Fray Diego Liaño, of the same convent.
And Fray Francisco Novarin, an Asturian, son of Santo Domingo, of Mexico.
And two religious lay-brothers: the first, Fray Francisco de Toledo, son of the convent of Guadalaxara; and the second, Fray Vicente de el Castillo, son of the convent of Burgos. In addition there were two others, who as above said remained in Mexico with the father vicar, Fray Francisco Villalba, who could not return to the province because of his sentence of exile.
[With that band also comes one Fray Domingo Mezquita, who had first gone to the Philippines in 1671, but after some years residence there had returned secretly to Spain. Moved again by the will of God, he returns to the islands where he dies after some years. Those missionaries are detained in Mexico for two years waiting for a ship. Finally a ship is bought at Acapulco in which is sent the royal situado, the Dominican religious, a mission band of sixty Recollects, and a few soldiers. After a voyage fraught with danger, for the ship is old and rotten, the harbor of Cavite is finally reached June 28, and as soon as all the cargo and passengers are safely off, it founders. The much-needed missionaries are distributed among the Philippine and Chinese missions.]

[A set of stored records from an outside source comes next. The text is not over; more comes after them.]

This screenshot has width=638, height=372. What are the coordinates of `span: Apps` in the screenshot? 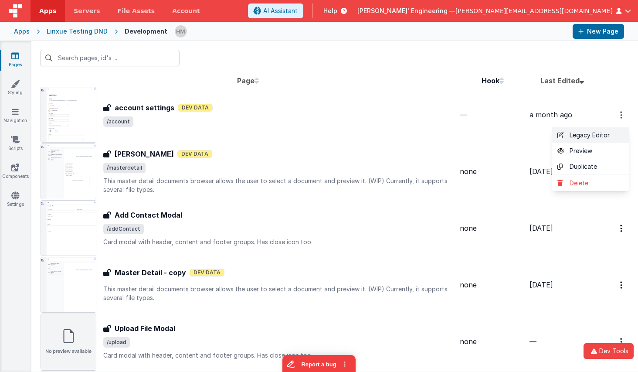 It's located at (48, 11). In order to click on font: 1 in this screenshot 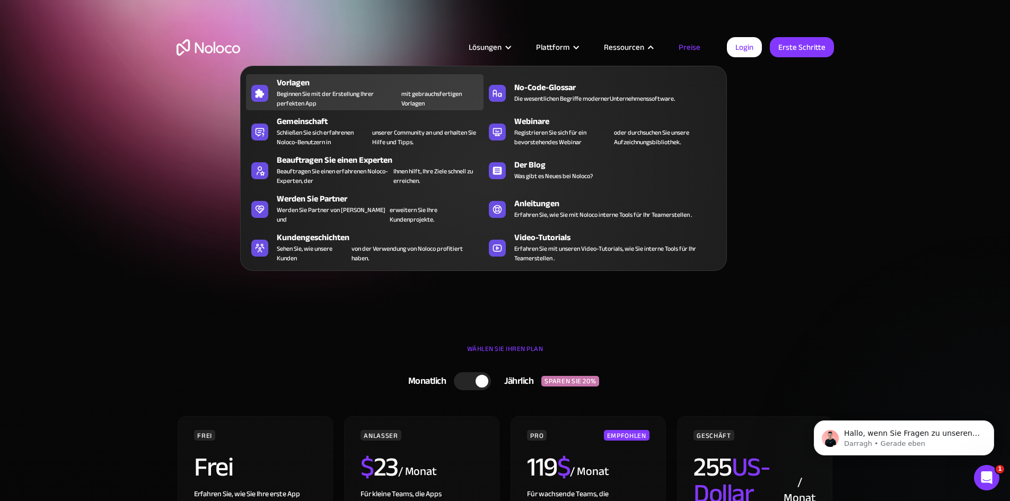, I will do `click(1000, 469)`.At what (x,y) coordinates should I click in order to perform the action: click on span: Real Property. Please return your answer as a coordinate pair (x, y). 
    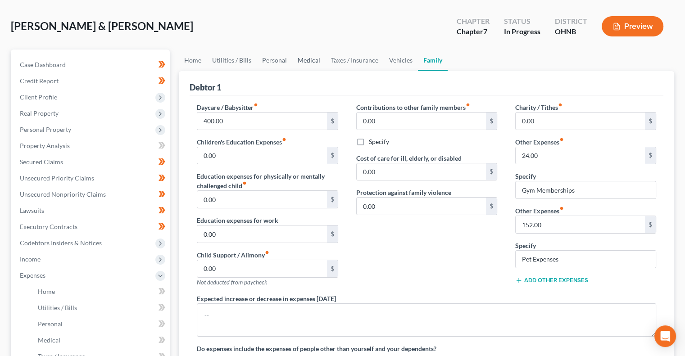
    Looking at the image, I should click on (39, 113).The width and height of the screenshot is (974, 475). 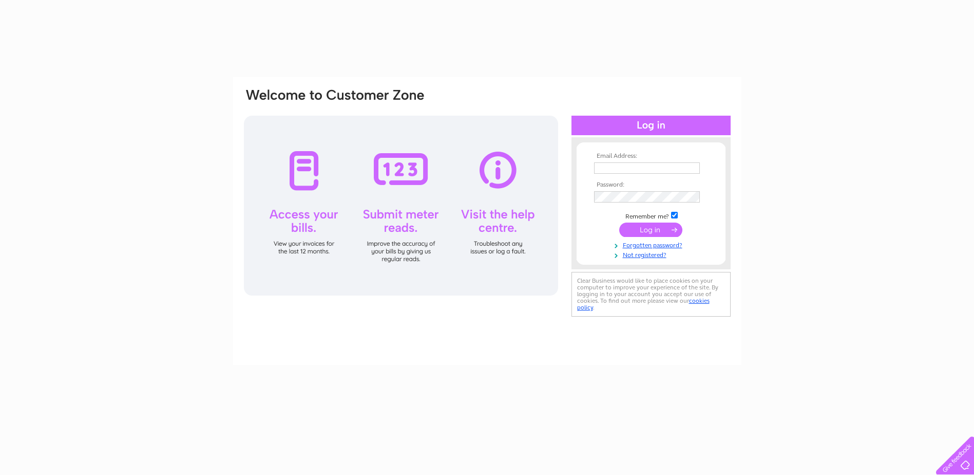 What do you see at coordinates (644, 304) in the screenshot?
I see `a: cookies policy` at bounding box center [644, 304].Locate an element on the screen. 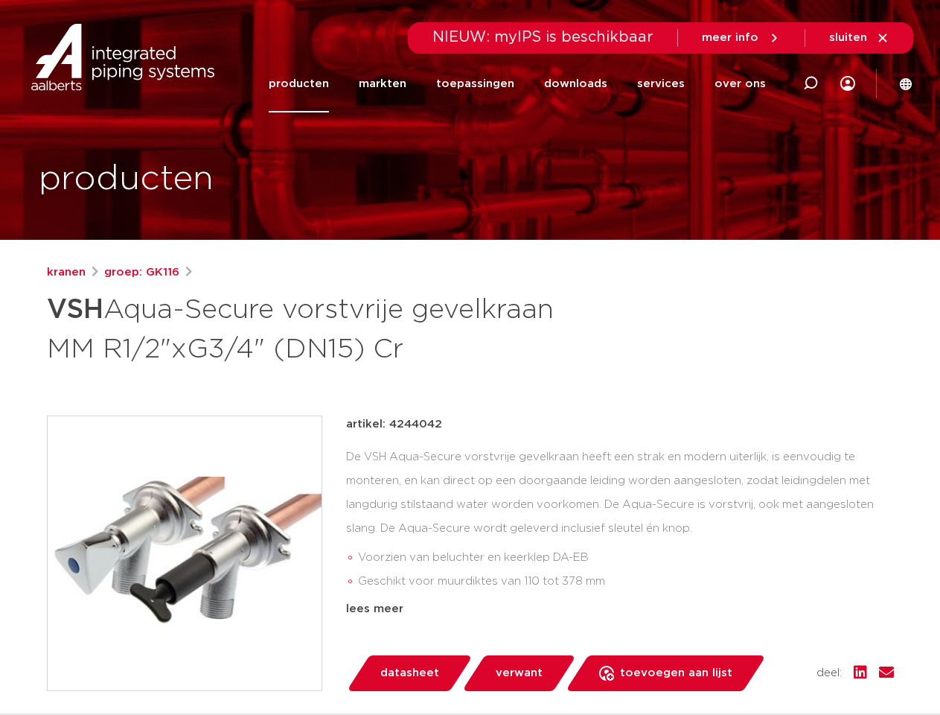 The image size is (940, 715). span: deel: is located at coordinates (829, 673). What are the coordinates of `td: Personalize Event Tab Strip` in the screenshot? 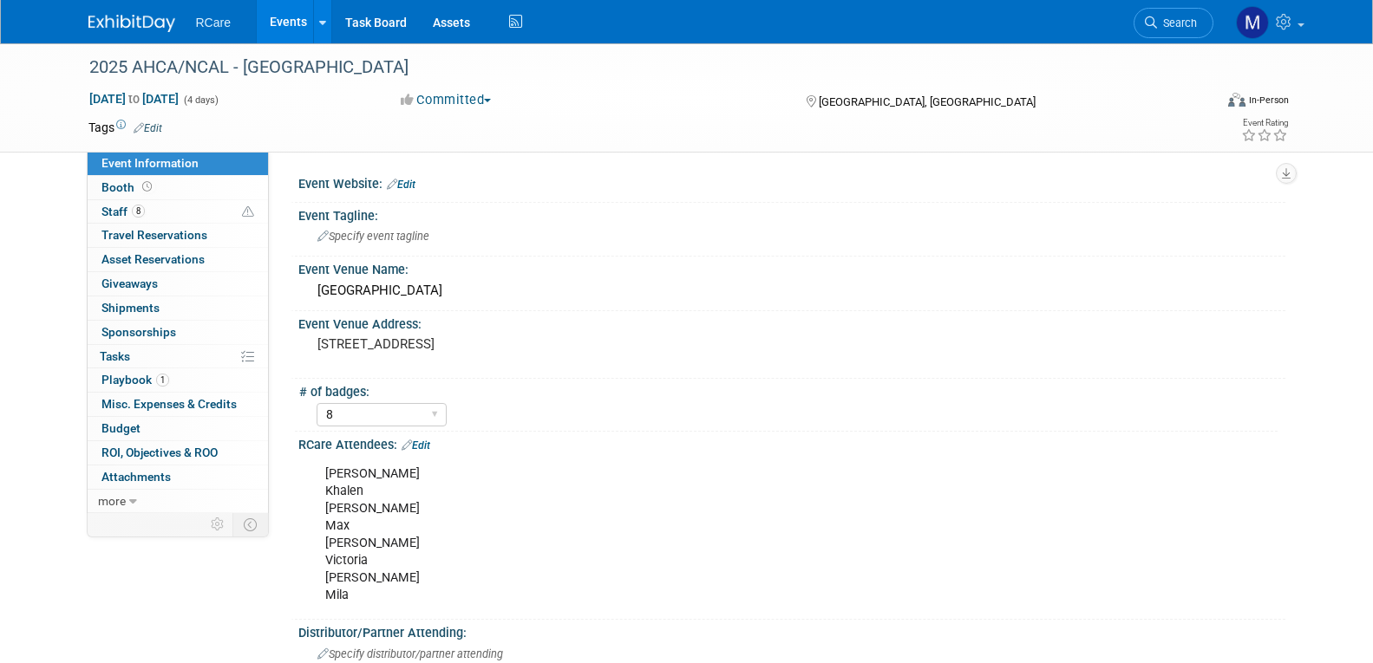 It's located at (218, 525). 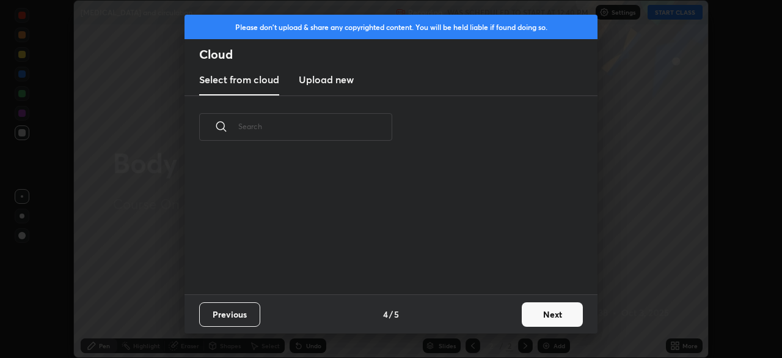 I want to click on button: Previous, so click(x=230, y=314).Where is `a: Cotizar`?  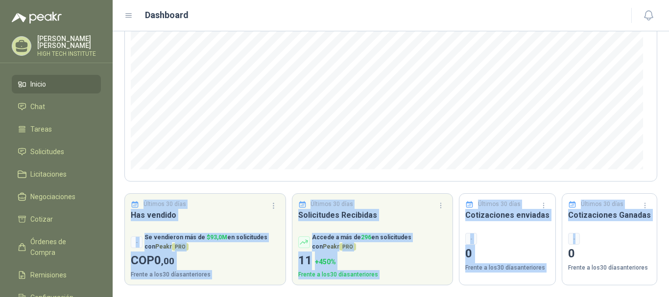
a: Cotizar is located at coordinates (56, 219).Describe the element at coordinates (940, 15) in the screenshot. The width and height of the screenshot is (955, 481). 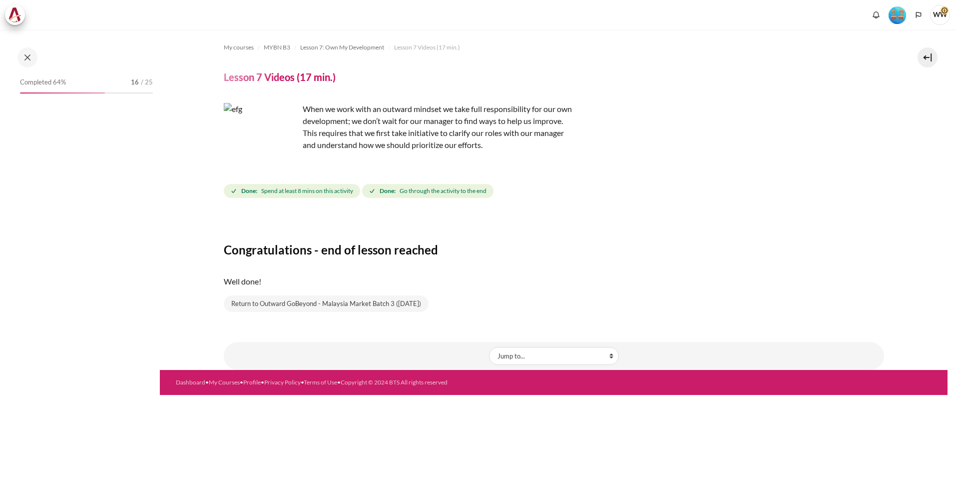
I see `span: WW` at that location.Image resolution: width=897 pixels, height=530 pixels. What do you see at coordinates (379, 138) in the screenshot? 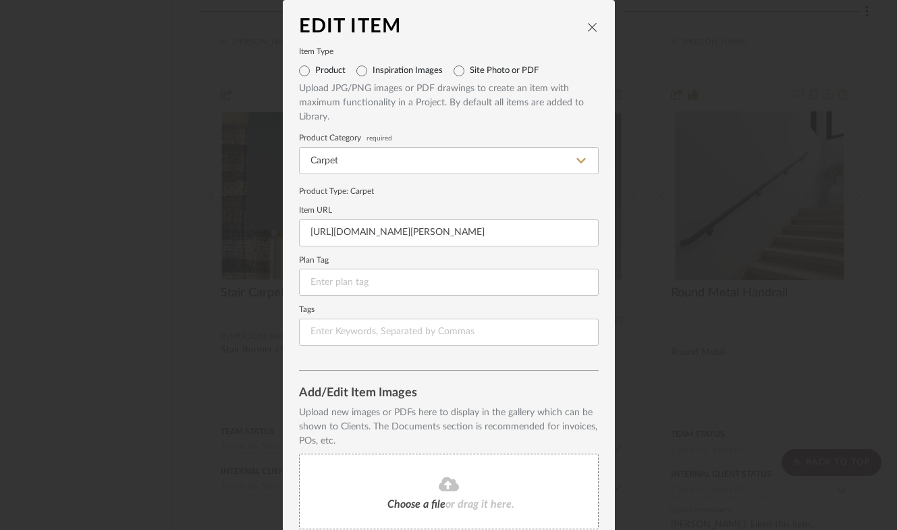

[Chapters xxxvii and xxxviii treat of the Chinese missions and the lives and work of certain fathers. Chapter xxxix notes the celebration of the intermediary chapter of 1696, and treats of members of the Dominican order who die during this period: namely, father Fray Diego Vilches, a Montañes native, who takes the habit at the Sevilla convent; and Doña Antonio de Jesus y Esguerra, a Spanish woman, and a member of the tertiary branch of the order. Chapters xl–xliii relate the foundation and progress of the beaterio of Santa Catharina, of Manila. The disputes between Archbishop Camacho and the orders (see VOL. XLII, pp. 25–116) and the questions of the friars’ estates, are taken up in chapters xliv–xlvi. The following chapter records the results of the provincial chapter of April 10, 1698, and states the condition of both Philippine and Chinese missions. That chapter accepted the mission of San Luis Beltran (of which mention is made in an earlier chapter) in Pangasinan. The mission work of that district results in the intermarriage of Pangasinans and Alaguetes, and the idiom of Pangasinan becomes the common language. Chapter xlviii reviews the lives of prominent members of the order who die in this period: Fray Francisco Sanchez, Fray Francisco de Escalante, and Sister Jacinta de la Encarnacion, of the beaterio.]